Viewpoint

November 14, 2011

Edo and corruption theme in governance

I READ the interview by the Edo State Commissioner for Information and Orientation, Mr. Louis Odion, in the National Mirror of Wednesday, November 2, 2011 wherein he claimed that his boss and governor of Edo, Comrade Adams Oshiomhole, inherited a bankrupt state.

He outlined a number of “creative ways”, to use his words, which Oshiomhole devised to get out of the rot of infrastructure and inability of the state to pay its bills, some of which was “maximum tax regime” to bolster the Internally Generated Revenue, IGR. He claimed the governor also cut down the cost of running government and was able to save up to N1 billion within the next year.

According to him: “It was the money he used as seed money for massive projects after the first year. From that humble beginning of having less than N300 million as IGR, the state as at last month recorded more than N1.6 billion as IGR, representing more than 500 percent increase”.

Odion said that the state had rehabilitated and reconstructed more than 512 schools and laboratories and had tarred more than 500 kilometres of roads. Read him: “It is true that Edo State at the moment is a vast construction site in the sense that we have more than 190 projects going on simultaneously across the three senatorial zones of the state. More than N120 billion have been committed in the process. It is also true that the state government went to the Capital Market to raise N25 billion. So, the projects we are executing now are being partly financed with what we raised from the Capital Market”.

He also claimed that “for a long time, there was no governance in Edo State, pointing out that what happened were stealing of public funds and sharing of our patrimony by godfathers. But in the last three years, Edo people have seen the difference. They have left darkness and have seen the light…”.

There is no doubt that Odion is trying to apply himself to his present assignment as a spokesperson and image-maker of Edo State Government under the watch of Oshiomhole. I also expect that in the discharge of his duties, he will inject a large dose of propaganda to achieve predetermined ends.

For instance, the figures he released and/or cited are quite interesting, but I doubt if they can sit pretty on factual foundations. Validations: His claim that Edo was bankrupt when Oshiomhole stepped in is arguable but what is not arguable is that a former governor whose machinery quietly propped up Oshiomhole’s governorship candidature on the ACN platform, was responsible for the bankruptcy.

In fact, former Governor Oserhiemen Osunbor and not Oshiomhole directly inherited an arguably bankrupt state and superintended it for 18 months, trying to lay solid infrastructure foundations, and he actually started quite a number of road projects and de-silting of Benin township drainages, before Oshiomhole came in through the November 14, 2008 Court of Appeal verdict.

The 18 months Osunbor spent in office were critical in terms of deliverables and/or democracy dividends; so, if there was infrastructure decay as claimed by Odion, Oshiomhole could not have appreciated the enormity of the tragedy inflicted on the state by his ally because Osunbor had already gone way ahead in the process of salvaging the deplorable condition of road infrastructure.

The essence of propaganda is to misinform with half-truths. Odion said it took the economist in Oshiomhole to save up to N1 billion from cutting down the cost of governance and spending the money so saved to launch massive projects in his first year in office.

What are these massive projects? How much did they cost? It is a fact that in Oshiomhole’s first year, he received about N40 billion as statutory allocation from the Federation Account; more than N8.798 billion as special release from Excess Crude Account; and about N11 billion from IGR, managing about N60 billion overall.

How much of this went into the so-called road infrastructure and other projects claimed to have been built by the State Government? How much, in that first year that Odion spoke about, was spent on salaries? These are particular details I expected Odion to tell Edo people. Was it N13 billion or N15 billion or N20 billion? Were there some savings and if there were, how much are we talking about?

After the first year, the expenditure outlook in the subsequent two years should have been declassified in the simplest forms (not the inscrutable genre of audited accounts that make no meaning to majority of people, especially the lumpen) so that Edo people would be able to know how much went into the so-called road infrastructure and other projects.

In three years, Edo Government under Oshiomhole has received close to N200 billion (from Federation Account, Excess Crude Account, VAT and 13 percent Derivation and IGR). If the N25 billion loan sourced from the Capital Market is added to it, one should be talking of over N200 billion in three years. This is certainly massive! If 65 percent of this went into infrastructure and projects, we should, as rightly claimed by Odion that more than N120 billion had been committed in the process, we would be talking of about N130 billion.

But the figure is not even the issue. The issue is the endemic corruption in the contract award process or system. How were the contracts awarded? By how much were the contracts inflated, not marked up for profit? Is the quantum of money expended on infrastructure and projects commensurate with what are on ground?

This is the bone of contention.

Mr. JOHN  AINOFENOKHAI, a public affairs analyst, wrote from Benin City, Edo State.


### TASK PROMPT
Omit the images, then output each of the records below exactly.

### SOURCE INFORMATION
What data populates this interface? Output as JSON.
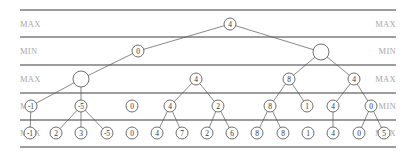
{
  "diagram": {
    "colors": {
      "rule": "#3a3a3a",
      "label": "#a8a8a8",
      "node_stroke": "#4a4a4a",
      "edge": "#555555",
      "text": "#333333"
    },
    "rules_y": [
      10,
      37,
      65,
      93,
      120,
      147
    ],
    "rules_x": [
      20,
      396
    ],
    "levels": [
      {
        "label": "MAX",
        "y": 24
      },
      {
        "label": "MIN",
        "y": 51
      },
      {
        "label": "MAX",
        "y": 79
      },
      {
        "label": "MIN",
        "y": 106
      },
      {
        "label": "MAX",
        "y": 133
      }
    ],
    "node_radius": 6,
    "large_node_radius": 8,
    "nodes": [
      {
        "id": "r",
        "x": 230,
        "y": 24,
        "value": "4"
      },
      {
        "id": "a",
        "x": 138,
        "y": 51,
        "value": "0"
      },
      {
        "id": "b",
        "x": 321,
        "y": 52,
        "value": "",
        "large": true
      },
      {
        "id": "a1",
        "x": 81,
        "y": 79,
        "value": "",
        "large": true
      },
      {
        "id": "a2",
        "x": 196,
        "y": 79,
        "value": "4"
      },
      {
        "id": "b1",
        "x": 289,
        "y": 79,
        "value": "8"
      },
      {
        "id": "b2",
        "x": 354,
        "y": 79,
        "value": "4"
      },
      {
        "id": "m1",
        "x": 31,
        "y": 106,
        "value": "-1"
      },
      {
        "id": "m2",
        "x": 81,
        "y": 106,
        "value": "-5"
      },
      {
        "id": "m3",
        "x": 132,
        "y": 106,
        "value": "0"
      },
      {
        "id": "m4",
        "x": 170,
        "y": 106,
        "value": "4"
      },
      {
        "id": "m5",
        "x": 218,
        "y": 106,
        "value": "2"
      },
      {
        "id": "m6",
        "x": 270,
        "y": 106,
        "value": "8"
      },
      {
        "id": "m7",
        "x": 307,
        "y": 106,
        "value": "1"
      },
      {
        "id": "m8",
        "x": 333,
        "y": 106,
        "value": "4"
      },
      {
        "id": "m9",
        "x": 371,
        "y": 106,
        "value": "0"
      },
      {
        "id": "l1",
        "x": 30,
        "y": 133,
        "value": "-1"
      },
      {
        "id": "l2",
        "x": 56,
        "y": 133,
        "value": "2"
      },
      {
        "id": "l3",
        "x": 81,
        "y": 133,
        "value": "3"
      },
      {
        "id": "l4",
        "x": 107,
        "y": 133,
        "value": "-5"
      },
      {
        "id": "l5",
        "x": 132,
        "y": 133,
        "value": "0"
      },
      {
        "id": "l6",
        "x": 157,
        "y": 133,
        "value": "4"
      },
      {
        "id": "l7",
        "x": 182,
        "y": 133,
        "value": "7"
      },
      {
        "id": "l8",
        "x": 207,
        "y": 133,
        "value": "2"
      },
      {
        "id": "l9",
        "x": 232,
        "y": 133,
        "value": "6"
      },
      {
        "id": "l10",
        "x": 257,
        "y": 133,
        "value": "8"
      },
      {
        "id": "l11",
        "x": 283,
        "y": 133,
        "value": "8"
      },
      {
        "id": "l12",
        "x": 308,
        "y": 133,
        "value": "1"
      },
      {
        "id": "l13",
        "x": 333,
        "y": 133,
        "value": "4"
      },
      {
        "id": "l14",
        "x": 359,
        "y": 133,
        "value": "0"
      },
      {
        "id": "l15",
        "x": 384,
        "y": 133,
        "value": "5"
      }
    ],
    "edges": [
      [
        "r",
        "a"
      ],
      [
        "r",
        "b"
      ],
      [
        "a",
        "a1"
      ],
      [
        "b",
        "b1"
      ],
      [
        "b",
        "b2"
      ],
      [
        "a1",
        "m1"
      ],
      [
        "a1",
        "m2"
      ],
      [
        "a2",
        "m4"
      ],
      [
        "a2",
        "m5"
      ],
      [
        "b1",
        "m6"
      ],
      [
        "b1",
        "m7"
      ],
      [
        "b2",
        "m8"
      ],
      [
        "b2",
        "m9"
      ],
      [
        "m1",
        "l1"
      ],
      [
        "m2",
        "l2"
      ],
      [
        "m2",
        "l3"
      ],
      [
        "m2",
        "l4"
      ],
      [
        "m4",
        "l6"
      ],
      [
        "m4",
        "l7"
      ],
      [
        "m5",
        "l8"
      ],
      [
        "m5",
        "l9"
      ],
      [
        "m6",
        "l10"
      ],
      [
        "m6",
        "l11"
      ],
      [
        "m8",
        "l13"
      ],
      [
        "m9",
        "l14"
      ],
      [
        "m9",
        "l15"
      ]
    ]
  }
}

### THE COMPLETED TASK
What data populates this interface? Output as JSON.
{
  "diagram": {
    "colors": {
      "rule": "#3a3a3a",
      "label": "#a8a8a8",
      "node_stroke": "#4a4a4a",
      "edge": "#555555",
      "text": "#333333"
    },
    "rules_y": [
      10,
      37,
      65,
      93,
      120,
      147
    ],
    "rules_x": [
      20,
      396
    ],
    "levels": [
      {
        "label": "MAX",
        "y": 24
      },
      {
        "label": "MIN",
        "y": 51
      },
      {
        "label": "MAX",
        "y": 79
      },
      {
        "label": "MIN",
        "y": 106
      },
      {
        "label": "MAX",
        "y": 133
      }
    ],
    "node_radius": 6,
    "large_node_radius": 8,
    "nodes": [
      {
        "id": "r",
        "x": 230,
        "y": 24,
        "value": "4"
      },
      {
        "id": "a",
        "x": 138,
        "y": 51,
        "value": "0"
      },
      {
        "id": "b",
        "x": 321,
        "y": 52,
        "value": "",
        "large": true
      },
      {
        "id": "a1",
        "x": 81,
        "y": 79,
        "value": "",
        "large": true
      },
      {
        "id": "a2",
        "x": 196,
        "y": 79,
        "value": "4"
      },
      {
        "id": "b1",
        "x": 289,
        "y": 79,
        "value": "8"
      },
      {
        "id": "b2",
        "x": 354,
        "y": 79,
        "value": "4"
      },
      {
        "id": "m1",
        "x": 31,
        "y": 106,
        "value": "-1"
      },
      {
        "id": "m2",
        "x": 81,
        "y": 106,
        "value": "-5"
      },
      {
        "id": "m3",
        "x": 132,
        "y": 106,
        "value": "0"
      },
      {
        "id": "m4",
        "x": 170,
        "y": 106,
        "value": "4"
      },
      {
        "id": "m5",
        "x": 218,
        "y": 106,
        "value": "2"
      },
      {
        "id": "m6",
        "x": 270,
        "y": 106,
        "value": "8"
      },
      {
        "id": "m7",
        "x": 307,
        "y": 106,
        "value": "1"
      },
      {
        "id": "m8",
        "x": 333,
        "y": 106,
        "value": "4"
      },
      {
        "id": "m9",
        "x": 371,
        "y": 106,
        "value": "0"
      },
      {
        "id": "l1",
        "x": 30,
        "y": 133,
        "value": "-1"
      },
      {
        "id": "l2",
        "x": 56,
        "y": 133,
        "value": "2"
      },
      {
        "id": "l3",
        "x": 81,
        "y": 133,
        "value": "3"
      },
      {
        "id": "l4",
        "x": 107,
        "y": 133,
        "value": "-5"
      },
      {
        "id": "l5",
        "x": 132,
        "y": 133,
        "value": "0"
      },
      {
        "id": "l6",
        "x": 157,
        "y": 133,
        "value": "4"
      },
      {
        "id": "l7",
        "x": 182,
        "y": 133,
        "value": "7"
      },
      {
        "id": "l8",
        "x": 207,
        "y": 133,
        "value": "2"
      },
      {
        "id": "l9",
        "x": 232,
        "y": 133,
        "value": "6"
      },
      {
        "id": "l10",
        "x": 257,
        "y": 133,
        "value": "8"
      },
      {
        "id": "l11",
        "x": 283,
        "y": 133,
        "value": "8"
      },
      {
        "id": "l12",
        "x": 308,
        "y": 133,
        "value": "1"
      },
      {
        "id": "l13",
        "x": 333,
        "y": 133,
        "value": "4"
      },
      {
        "id": "l14",
        "x": 359,
        "y": 133,
        "value": "0"
      },
      {
        "id": "l15",
        "x": 384,
        "y": 133,
        "value": "5"
      }
    ],
    "edges": [
      [
        "r",
        "a"
      ],
      [
        "r",
        "b"
      ],
      [
        "a",
        "a1"
      ],
      [
        "b",
        "b1"
      ],
      [
        "b",
        "b2"
      ],
      [
        "a1",
        "m1"
      ],
      [
        "a1",
        "m2"
      ],
      [
        "a2",
        "m4"
      ],
      [
        "a2",
        "m5"
      ],
      [
        "b1",
        "m6"
      ],
      [
        "b1",
        "m7"
      ],
      [
        "b2",
        "m8"
      ],
      [
        "b2",
        "m9"
      ],
      [
        "m1",
        "l1"
      ],
      [
        "m2",
        "l2"
      ],
      [
        "m2",
        "l3"
      ],
      [
        "m2",
        "l4"
      ],
      [
        "m4",
        "l6"
      ],
      [
        "m4",
        "l7"
      ],
      [
        "m5",
        "l8"
      ],
      [
        "m5",
        "l9"
      ],
      [
        "m6",
        "l10"
      ],
      [
        "m6",
        "l11"
      ],
      [
        "m8",
        "l13"
      ],
      [
        "m9",
        "l14"
      ],
      [
        "m9",
        "l15"
      ]
    ]
  }
}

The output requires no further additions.